The Gospel of Luke and the Acts of the Apostles, though separated in the canonical order of the New Testament by the Gospel of John, are actually two books with one continuous narrative and one human author. The point of the following chart and maps is to show how in the Gospel of Luke there is a movement inward towards Jerusalem, where the crucifixion and resurrection of the Lord occurs. In the Acts of the Apostles there is a movement outward away from Jerusalem, as if the crucifixion and resurrection were a stone cast in the water of history that forms a wake steadily moving to the boundaries of the known world. X marks the spot of the central event of human history. All the came before looked forward to it.

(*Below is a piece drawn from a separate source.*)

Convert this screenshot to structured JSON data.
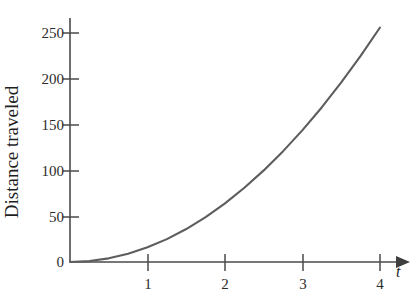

All that came after is shaped by it and looks back on it as the defining moment.
Monday, March 18, 2013
Luke-Acts Chart and Maps
The Gospel of Luke and the Acts of the Apostles, though separated in the canonical order of the New Testament by the Gospel of John, are actually two books with one continuous narrative and one human author. The point of the following chart and maps is to show how in the Gospel of Luke there is a movement inward towards Jerusalem, where the crucifixion and resurrection of the Lord occurs. In the Acts of the Apostles there is a movement outward away from Jerusalem, as if the crucifixion and resurrection were a stone cast in the water of history that forms a wake steadily moving to the boundaries of the known world. X marks the spot of the central event of human history. All the came before looked forward to it. All that came after is shaped by it and looks back on it as the defining moment.